Beware Of The Bond Market Swings

Welcome to the Real Estate Espresso Podcast, your morning shot at what’s new in the world of real estate investing. I’m your host, Victor Menasce. On today’s show, I want to share some guidance that I gave you on the podcast only a few days ago. I’m not here to triumph any victory or anything like that. I’m experiencing a phenomenon where I make a prediction or an observation on the podcast, then lo and behold, a few days or a few weeks later, we’re reading about it in the Wall Street Journal. The purpose is to help you see what I’m seeing, so you can see it too.

Headlines are usually the result of an event that catches attention. All of the news organizations sell advertising and their ad revenue is linked to the number of eyeballs on the website. Most advertisers pay for impressions, that’s the number of times an ad was shown to a visitor to the website. If a news organization is going to survive or maximize revenue, they need a hook, something that’s going to draw the reader or the viewer into their orbit.

You’ll notice that all of the discussion in the media has been tariff, tariff, tariff, and very little else. Through all of this, I’ve been telling listeners to the show that they need to pay attention to the bond market and to currency rates. Politicians and Central Bankers have very little influence over these two markets, they don’t set the bond yields and they don’t set currency exchange rates. Sometimes they try to, but they usually fail.

On Thursday morning, the Wall Street Journal reported on the factors that led to the White House’s decision to introduce a 90-Day Pause to its broader tariff implementation. The U.S. has a vulnerability right now. They need to refinance $8 trillion of U.S. debt in 2025โ€”of which about $6 trillion still needs to be done. The deficit is still over $2 trillion, so they need to find buyers for $10 trillion in U.S. papers.

Janet Yellen had previously focused the auctions primarily on T-Bills, short-duration paper, to reduce the risk of the U.S. Treasury locking into higher interest rates for the next ten or next thirty years. We witnessed a spike in U.S. bond yield since the tariff announcement; this means it was a massive sell-off of U.S. bonds. Fewer buyers mean the price for those bonds drops, and therefore the yield goes up. That affects the cost of financing for businesses, real estate, and the U.S. government.

The big question is, who is ditching U.S. Treasuries? There’s a lot of speculation in the media that sellers are international sellers looking to dump U.S. dollars and U.S. investments in general. That might be part of it โ€“ the falling U.S. dollar supports that argument. If there’s no international buyers, then who in the U.S. is going to buy those bonds?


Assignment:
Give the number of lines in the entries that contain "area". State only the count.

Extracted records:
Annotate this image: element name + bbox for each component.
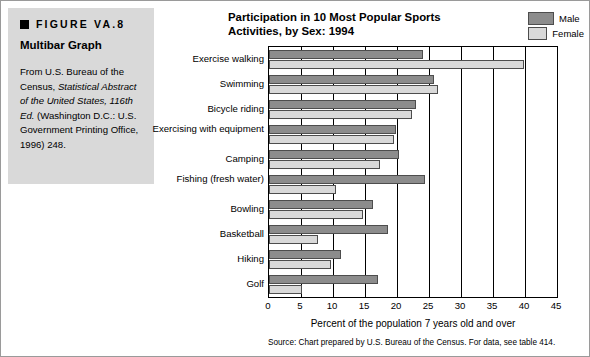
legend-label-female: Female xyxy=(552,28,584,39)
plot-area xyxy=(268,46,558,298)
x-axis-ticks: 051015202530354045 xyxy=(268,300,558,314)
category-label: Fishing (fresh water) xyxy=(140,173,264,184)
bullet-square-icon xyxy=(20,20,29,29)
bar-male xyxy=(269,50,423,59)
category-label: Swimming xyxy=(140,78,264,89)
gridline xyxy=(525,47,526,297)
bar-male xyxy=(269,150,399,159)
chart-page: FIGURE VA.8 Multibar Graph From U.S. Bur… xyxy=(0,0,590,357)
bar-female xyxy=(269,210,363,219)
gridline xyxy=(461,47,462,297)
bar-female xyxy=(269,160,380,169)
x-tick-label: 25 xyxy=(423,300,434,311)
bar-male xyxy=(269,75,434,84)
x-tick-label: 15 xyxy=(359,300,370,311)
x-tick-label: 0 xyxy=(265,300,270,311)
legend-item-female: Female xyxy=(528,27,584,40)
category-axis-labels: Exercise walkingSwimmingBicycle ridingEx… xyxy=(140,46,264,298)
x-tick-label: 35 xyxy=(487,300,498,311)
bar-male xyxy=(269,225,388,234)
bar-male xyxy=(269,275,378,284)
gridline xyxy=(493,47,494,297)
figure-caption-panel: FIGURE VA.8 Multibar Graph From U.S. Bur… xyxy=(8,8,154,184)
x-axis-label: Percent of the population 7 years old an… xyxy=(268,318,558,329)
bar-female xyxy=(269,260,331,269)
x-tick-label: 10 xyxy=(327,300,338,311)
category-label: Exercising with equipment xyxy=(140,123,264,134)
bar-male xyxy=(269,200,373,209)
bar-female xyxy=(269,235,318,244)
bar-male xyxy=(269,100,416,109)
category-label: Golf xyxy=(140,278,264,289)
legend-swatch-female xyxy=(528,27,547,40)
bar-male xyxy=(269,125,396,134)
bar-female xyxy=(269,110,412,119)
figure-source-note: From U.S. Bureau of the Census, Statisti… xyxy=(20,65,142,152)
bar-female xyxy=(269,85,438,94)
bar-female xyxy=(269,185,336,194)
bar-female xyxy=(269,135,394,144)
category-label: Basketball xyxy=(140,228,264,239)
category-label: Hiking xyxy=(140,253,264,264)
x-tick-label: 30 xyxy=(455,300,466,311)
category-label: Exercise walking xyxy=(140,53,264,64)
category-label: Camping xyxy=(140,153,264,164)
x-tick-label: 40 xyxy=(519,300,530,311)
legend-label-male: Male xyxy=(559,13,580,24)
x-tick-label: 45 xyxy=(551,300,562,311)
chart-title: Participation in 10 Most Popular Sports … xyxy=(228,10,488,38)
category-label: Bowling xyxy=(140,203,264,214)
x-tick-label: 20 xyxy=(391,300,402,311)
figure-label-row: FIGURE VA.8 xyxy=(20,18,125,30)
legend-item-male: Male xyxy=(528,12,584,25)
category-label: Bicycle riding xyxy=(140,103,264,114)
bar-male xyxy=(269,175,425,184)
bar-female xyxy=(269,60,524,69)
bar-female xyxy=(269,285,302,294)
bar-male xyxy=(269,250,341,259)
legend-swatch-male xyxy=(528,12,554,25)
chart-source-line: Source: Chart prepared by U.S. Bureau of… xyxy=(268,338,580,347)
chart-legend: Male Female xyxy=(528,12,584,42)
source-note-part2: (Washington D.C.: U.S. Government Printi… xyxy=(20,110,138,150)
figure-label: FIGURE VA.8 xyxy=(36,18,125,30)
x-tick-label: 5 xyxy=(297,300,302,311)
figure-title: Multibar Graph xyxy=(20,39,102,51)
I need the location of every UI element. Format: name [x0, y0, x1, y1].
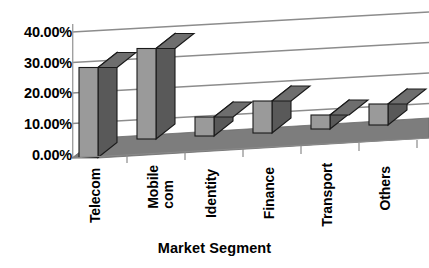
x-axis-tick-label-transport: Transport	[320, 163, 335, 227]
x-axis-tick-label-telecom: Telecom	[88, 168, 103, 223]
x-axis-tick-label-mobile-com: Mobile com	[146, 165, 175, 209]
y-axis-tick-label: 40.00%	[24, 24, 72, 40]
y-axis-tick-label: 0.00%	[32, 147, 72, 163]
y-axis-tick-label: 10.00%	[24, 116, 72, 132]
y-axis-tick-labels: 40.00% 30.00% 20.00% 10.00% 0.00%	[0, 0, 72, 268]
x-axis-title: Market Segment	[0, 240, 429, 256]
bar-chart: 40.00% 30.00% 20.00% 10.00% 0.00%	[0, 0, 429, 268]
y-axis-tick-label: 20.00%	[24, 85, 72, 101]
x-axis-tick-label-others: Others	[378, 166, 393, 211]
x-axis-tick-labels: Telecom Mobile com Identity Finance Tran…	[72, 160, 429, 242]
y-axis-tick-label: 30.00%	[24, 55, 72, 71]
x-axis-tick-label-identity: Identity	[204, 169, 219, 218]
x-axis-tick-label-finance: Finance	[262, 167, 277, 219]
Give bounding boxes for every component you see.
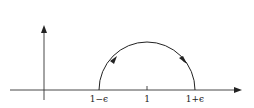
label-one-plus-epsilon: 1+ϵ [186,94,204,104]
semicircle-contour [99,42,195,90]
label-one: 1 [144,94,150,104]
y-axis-arrow-icon [41,25,47,33]
x-axis-arrow-icon [234,87,242,93]
arc-arrow-left-icon [110,56,117,64]
contour-diagram: 1−ϵ 1 1+ϵ [0,0,254,108]
label-one-minus-epsilon: 1−ϵ [90,94,108,104]
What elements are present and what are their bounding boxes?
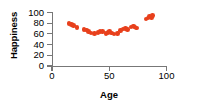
y-tick-label: 0 [0, 61, 44, 71]
y-tick [47, 55, 52, 56]
data-point [109, 31, 114, 36]
data-point [100, 29, 105, 34]
data-point [82, 27, 87, 32]
data-point [131, 24, 136, 29]
scatter-chart-figure: Happiness Age 020406080100 050100 [0, 0, 202, 108]
data-point [96, 30, 101, 35]
data-point [129, 25, 134, 30]
x-tick-label: 0 [37, 71, 67, 81]
y-tick-label: 40 [0, 40, 44, 50]
data-point [149, 15, 154, 20]
data-point [86, 29, 91, 34]
data-point [118, 28, 123, 33]
y-tick [47, 23, 52, 24]
data-point [125, 27, 130, 32]
data-point [69, 22, 74, 27]
data-point [107, 29, 112, 34]
y-tick [47, 44, 52, 45]
y-tick [47, 33, 52, 34]
data-point [123, 26, 128, 31]
data-point [112, 32, 117, 37]
y-tick-label: 100 [0, 8, 44, 18]
data-point [115, 31, 120, 36]
data-point [98, 29, 103, 34]
y-axis-line [52, 12, 53, 67]
y-tick-label: 20 [0, 50, 44, 60]
data-point [132, 25, 137, 30]
data-point [89, 31, 94, 36]
data-point [75, 25, 80, 30]
x-tick-label: 100 [152, 71, 182, 81]
x-tick-label: 50 [94, 71, 124, 81]
data-point [106, 30, 111, 35]
data-point [71, 23, 76, 28]
data-point [134, 26, 139, 31]
data-point [92, 31, 97, 36]
y-tick-label: 80 [0, 18, 44, 28]
data-point [104, 31, 109, 36]
data-point [147, 14, 152, 19]
y-tick [47, 12, 52, 13]
data-point [121, 27, 126, 32]
data-point [150, 13, 155, 18]
data-point [144, 17, 149, 22]
x-axis-title: Age [52, 89, 166, 100]
data-point [146, 16, 151, 21]
data-point [67, 21, 72, 26]
y-tick-label: 60 [0, 29, 44, 39]
data-point [84, 28, 89, 33]
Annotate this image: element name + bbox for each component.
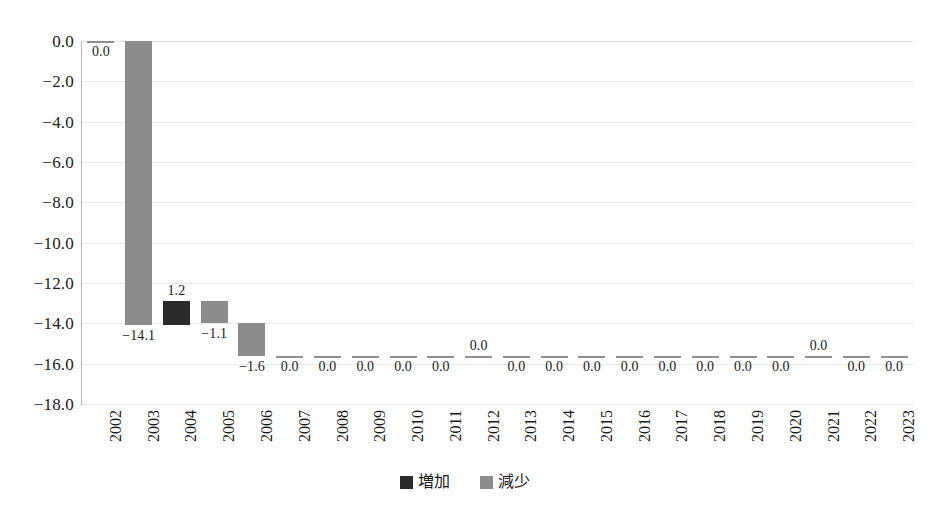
legend-swatch-increase	[400, 476, 413, 489]
gridline	[82, 162, 913, 163]
bar-2012[interactable]	[465, 356, 492, 358]
bar-value-label-2011: 0.0	[432, 360, 450, 374]
bar-value-label-2015: 0.0	[583, 360, 601, 374]
x-axis-tick-label-2022: 2022	[863, 410, 879, 442]
legend: 増加 減少	[0, 474, 929, 490]
bar-value-label-2008: 0.0	[319, 360, 337, 374]
bar-value-label-2017: 0.0	[659, 360, 677, 374]
y-axis-tick-label: −16.0	[34, 355, 74, 372]
x-axis-tick-label-2012: 2012	[486, 410, 502, 442]
y-axis-tick-label: −8.0	[42, 194, 74, 211]
gridline	[82, 243, 913, 244]
x-axis-tick-label-2003: 2003	[146, 410, 162, 442]
bar-value-label-2016: 0.0	[621, 360, 639, 374]
legend-label-decrease: 減少	[498, 474, 530, 490]
bar-2013[interactable]	[503, 356, 530, 358]
bar-value-label-2006: −1.6	[239, 360, 265, 374]
x-axis-tick-label-2005: 2005	[221, 410, 237, 442]
x-axis: 2002200320042005200620072008200920102011…	[0, 410, 929, 470]
x-axis-tick-label-2010: 2010	[410, 410, 426, 442]
y-axis-tick-label: −2.0	[42, 73, 74, 90]
x-axis-tick-label-2013: 2013	[523, 410, 539, 442]
bar-value-label-2021: 0.0	[810, 339, 828, 353]
plot-area	[82, 41, 913, 404]
x-axis-tick-label-2020: 2020	[788, 410, 804, 442]
bar-value-label-2005: −1.1	[201, 327, 227, 341]
y-axis-tick-label: −6.0	[42, 154, 74, 171]
bar-value-label-2019: 0.0	[734, 360, 752, 374]
gridline	[82, 404, 913, 405]
bar-value-label-2004: 1.2	[168, 284, 186, 298]
legend-item-increase[interactable]: 増加	[400, 474, 450, 490]
bar-value-label-2007: 0.0	[281, 360, 299, 374]
x-axis-tick-label-2002: 2002	[108, 410, 124, 442]
legend-item-decrease[interactable]: 減少	[480, 474, 530, 490]
bar-2021[interactable]	[805, 356, 832, 358]
legend-swatch-decrease	[480, 476, 493, 489]
bar-2014[interactable]	[541, 356, 568, 358]
bar-value-label-2023: 0.0	[885, 360, 903, 374]
bar-2018[interactable]	[692, 356, 719, 358]
y-axis-tick-label: 0.0	[52, 33, 74, 50]
bar-value-label-2013: 0.0	[507, 360, 525, 374]
gridline	[82, 323, 913, 324]
bar-2002[interactable]	[87, 41, 114, 43]
bar-2019[interactable]	[730, 356, 757, 358]
bar-2022[interactable]	[843, 356, 870, 358]
bar-2006[interactable]	[238, 323, 265, 355]
bar-value-label-2003: −14.1	[122, 329, 155, 343]
waterfall-chart: 0.0−2.0−4.0−6.0−8.0−10.0−12.0−14.0−16.0−…	[0, 0, 929, 516]
gridline	[82, 81, 913, 82]
y-axis-tick-label: −10.0	[34, 234, 74, 251]
bar-value-label-2010: 0.0	[394, 360, 412, 374]
bar-2010[interactable]	[390, 356, 417, 358]
bar-value-label-2009: 0.0	[356, 360, 374, 374]
bar-2015[interactable]	[578, 356, 605, 358]
bar-2005[interactable]	[201, 301, 228, 323]
bar-2020[interactable]	[767, 356, 794, 358]
x-axis-tick-label-2016: 2016	[637, 410, 653, 442]
bar-value-label-2018: 0.0	[696, 360, 714, 374]
x-axis-tick-label-2019: 2019	[750, 410, 766, 442]
x-axis-tick-label-2017: 2017	[674, 410, 690, 442]
bar-2008[interactable]	[314, 356, 341, 358]
bar-2023[interactable]	[881, 356, 908, 358]
bar-value-label-2014: 0.0	[545, 360, 563, 374]
gridline	[82, 122, 913, 123]
gridline	[82, 41, 913, 42]
gridline	[82, 202, 913, 203]
bar-value-label-2020: 0.0	[772, 360, 790, 374]
x-axis-tick-label-2008: 2008	[335, 410, 351, 442]
bar-2004[interactable]	[163, 301, 190, 325]
y-axis-tick-label: −14.0	[34, 315, 74, 332]
bar-value-label-2012: 0.0	[470, 339, 488, 353]
bar-value-label-2002: 0.0	[92, 45, 110, 59]
x-axis-tick-label-2023: 2023	[901, 410, 917, 442]
bar-2009[interactable]	[352, 356, 379, 358]
bar-2003[interactable]	[125, 41, 152, 325]
bar-2007[interactable]	[276, 356, 303, 358]
x-axis-tick-label-2007: 2007	[297, 410, 313, 442]
x-axis-tick-label-2006: 2006	[259, 410, 275, 442]
legend-label-increase: 増加	[418, 474, 450, 490]
gridline	[82, 283, 913, 284]
x-axis-tick-label-2011: 2011	[448, 410, 464, 441]
x-axis-tick-label-2015: 2015	[599, 410, 615, 442]
bar-value-label-2022: 0.0	[847, 360, 865, 374]
y-axis-tick-label: −4.0	[42, 113, 74, 130]
bar-2011[interactable]	[427, 356, 454, 358]
x-axis-tick-label-2021: 2021	[826, 410, 842, 442]
bar-2017[interactable]	[654, 356, 681, 358]
x-axis-tick-label-2018: 2018	[712, 410, 728, 442]
x-axis-tick-label-2009: 2009	[372, 410, 388, 442]
x-axis-tick-label-2014: 2014	[561, 410, 577, 442]
x-axis-tick-label-2004: 2004	[183, 410, 199, 442]
y-axis-tick-label: −12.0	[34, 275, 74, 292]
bar-2016[interactable]	[616, 356, 643, 358]
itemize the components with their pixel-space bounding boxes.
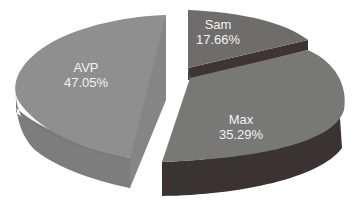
pie-chart: AVP 47.05% Sam 17.66% Max 35.29% [0, 0, 361, 211]
slice-avp [15, 15, 166, 188]
label-avp-name: AVP [46, 60, 126, 75]
label-max-pct: 35.29% [201, 127, 281, 142]
label-sam: Sam 17.66% [178, 17, 258, 47]
label-sam-name: Sam [178, 17, 258, 32]
label-max: Max 35.29% [201, 112, 281, 142]
label-avp-pct: 47.05% [46, 75, 126, 90]
label-sam-pct: 17.66% [178, 32, 258, 47]
label-avp: AVP 47.05% [46, 60, 126, 90]
label-max-name: Max [201, 112, 281, 127]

Result for this exercise:
2